Hi-tech mental health help
ANY teenager seeking help for a mental illness will soon be able to connect “immediately” with highly personalised care as part of a new online platform promising to “Uberise” mental health care.
A major barrier for young people seeking care — especially those living in remote areas — is limited access to high-quality mental health services.
About 3.9 million Aussies experienced a mental health disorder in the past 12 months but only 1.8 million — less than half — accessed treatment.
The “Project Synergy” platform does not provide direct medical advice but instead “guides and supports” patients and their health professionals to decide suitable care options, according to a supplement published today in the Medical Journal of Australia.
The Federal Governmentbacked tool does this by collecting their personal and health information which is “stored, scored and reported back” in an effort to promote collaborative care.
“It puts the person at the centre of their own care and is data-driven and delivered immediately … in real-time … thereby facilitating right care, first time,” authors of the supplement wrote.
The platform has already been tested on four groups of young people: those who are attending university, at risk of suicide, living in disadvantaged NSW communities and attending headspace centres.
Lead author Ian Hickie, from the University of Sydney’s Brain and Mind Centre, said digitally enhanced care — which he described as an “Uberisation of services” — was unavoidable.
“Given the rapid spread of health-information technologies and the unmet demand for mental health services, extensive deployment of digitally enhanced care is now inevitable,” Professor Hickie wrote in the journal article.
“People expect access to digital tools that support greater choice, convenience, lower cost and higher quality care. However, given the broader sociopolitical concerns about the impacts of health-information technologies, those engaged in this deployment will need to answer substantive ethical, legal and funding questions.”
Prof Hickie said these questions need to be addressed “urgently” and explore whether the services provided should be government- funded or for-profit entities, as well as look at whether they require a high level or regulation or minimal oversight.
There has been increased scrutiny on mental health in NSW after a stabbing and an incident where a woman allegedly beheaded her mother. Both offenders had a history of mental illness.
The Federal Government has invested $30 million in the Project Synergy platform.
Trials are expected to finish next year.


● **WHAT NEEDS TO BE DONE**
An exact copy of every entry is needed, with no images.

↓↓↓

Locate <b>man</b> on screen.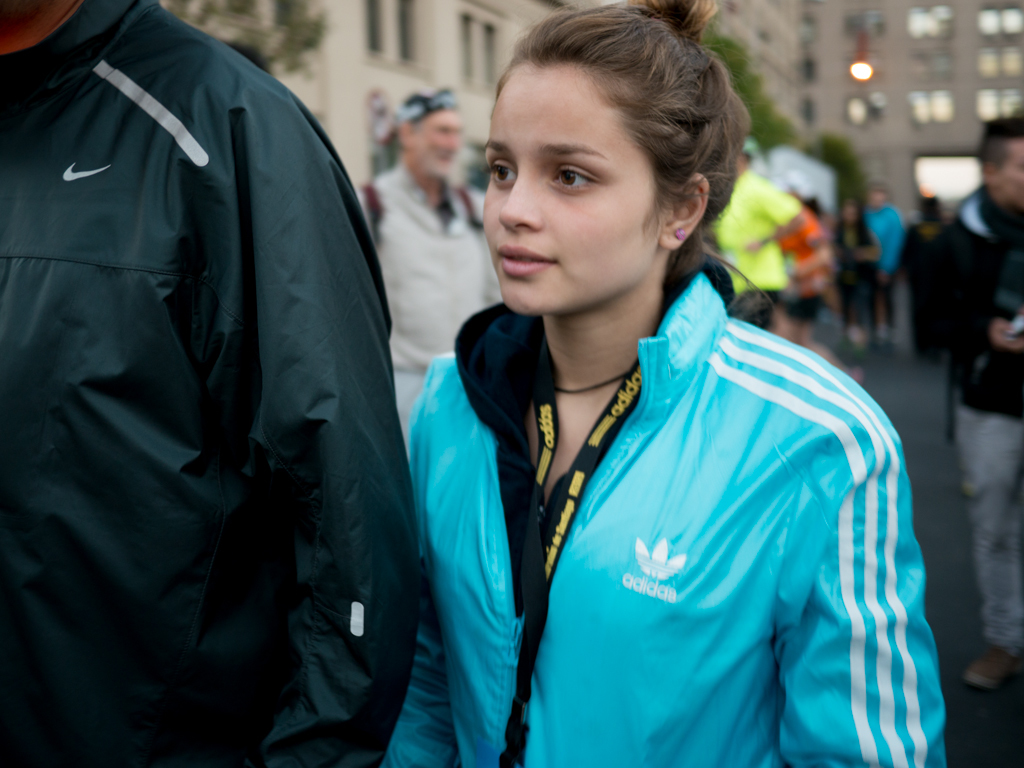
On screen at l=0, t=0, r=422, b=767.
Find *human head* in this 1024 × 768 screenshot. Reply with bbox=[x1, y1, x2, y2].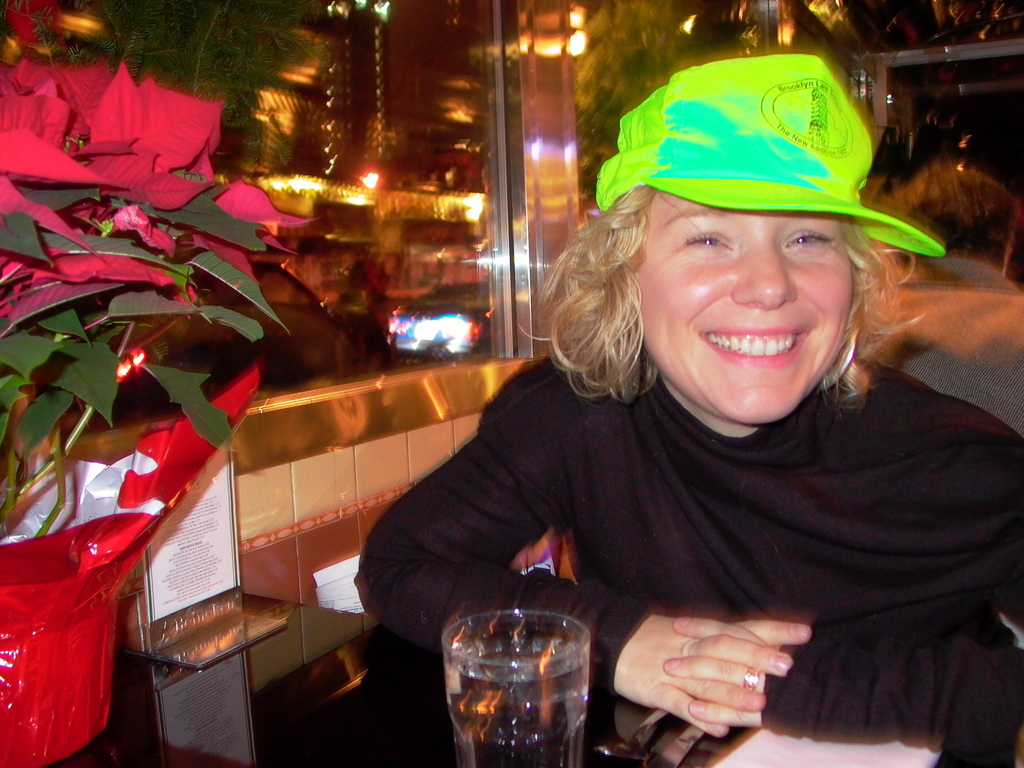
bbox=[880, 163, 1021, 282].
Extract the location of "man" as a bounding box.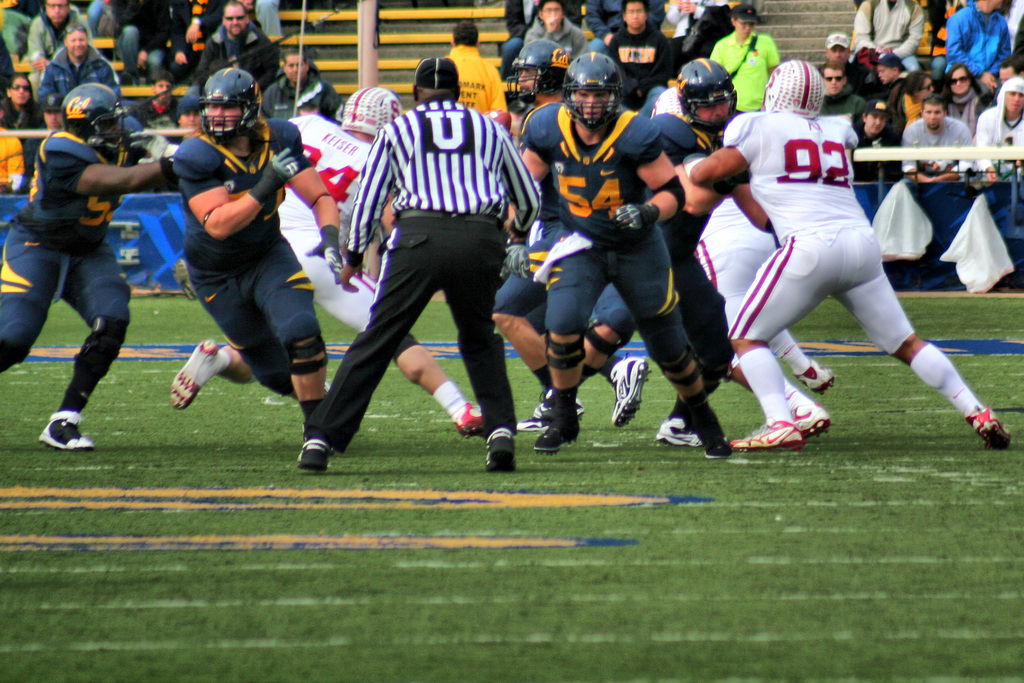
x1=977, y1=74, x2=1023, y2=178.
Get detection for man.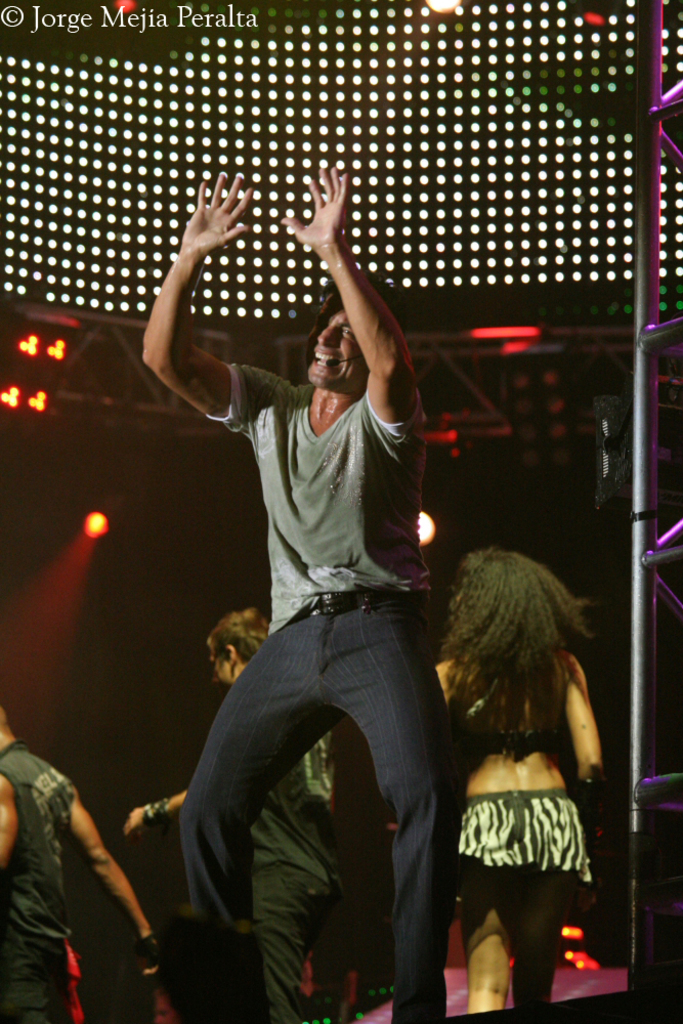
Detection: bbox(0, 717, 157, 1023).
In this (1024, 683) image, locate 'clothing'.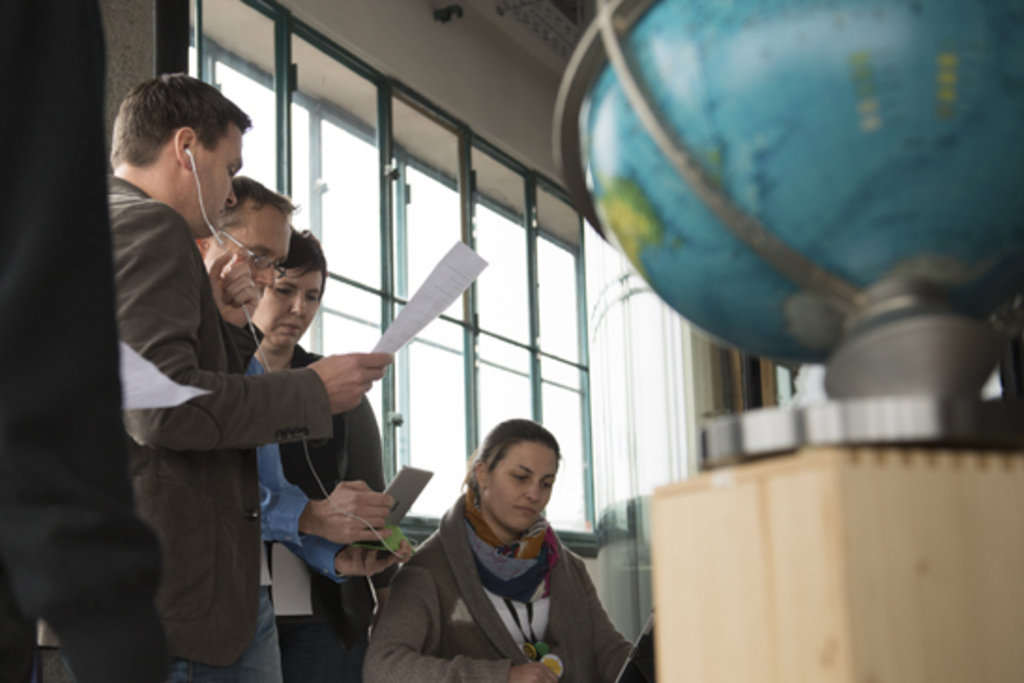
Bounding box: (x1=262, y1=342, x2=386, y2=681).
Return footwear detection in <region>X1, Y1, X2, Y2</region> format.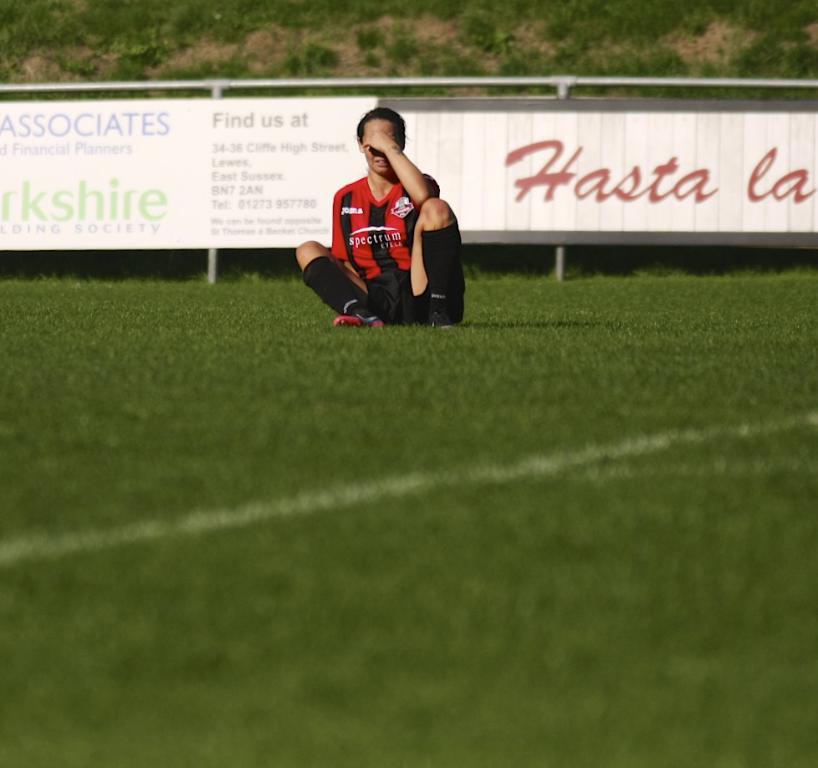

↑↑↑

● **FINAL ANSWER**
Locate <b>man</b> on screen.
On screen at l=0, t=0, r=422, b=767.
Find *human head* in this 1024 × 768 screenshot. Reply with bbox=[x1, y1, x2, y2].
bbox=[880, 163, 1021, 282].
Extract the location of "man" as a bounding box.
x1=977, y1=74, x2=1023, y2=178.
Get detection for man.
Detection: bbox(0, 717, 157, 1023).
In this (1024, 683) image, locate 'clothing'.
Bounding box: (x1=262, y1=342, x2=386, y2=681).
Return footwear detection in <region>X1, Y1, X2, Y2</region> format.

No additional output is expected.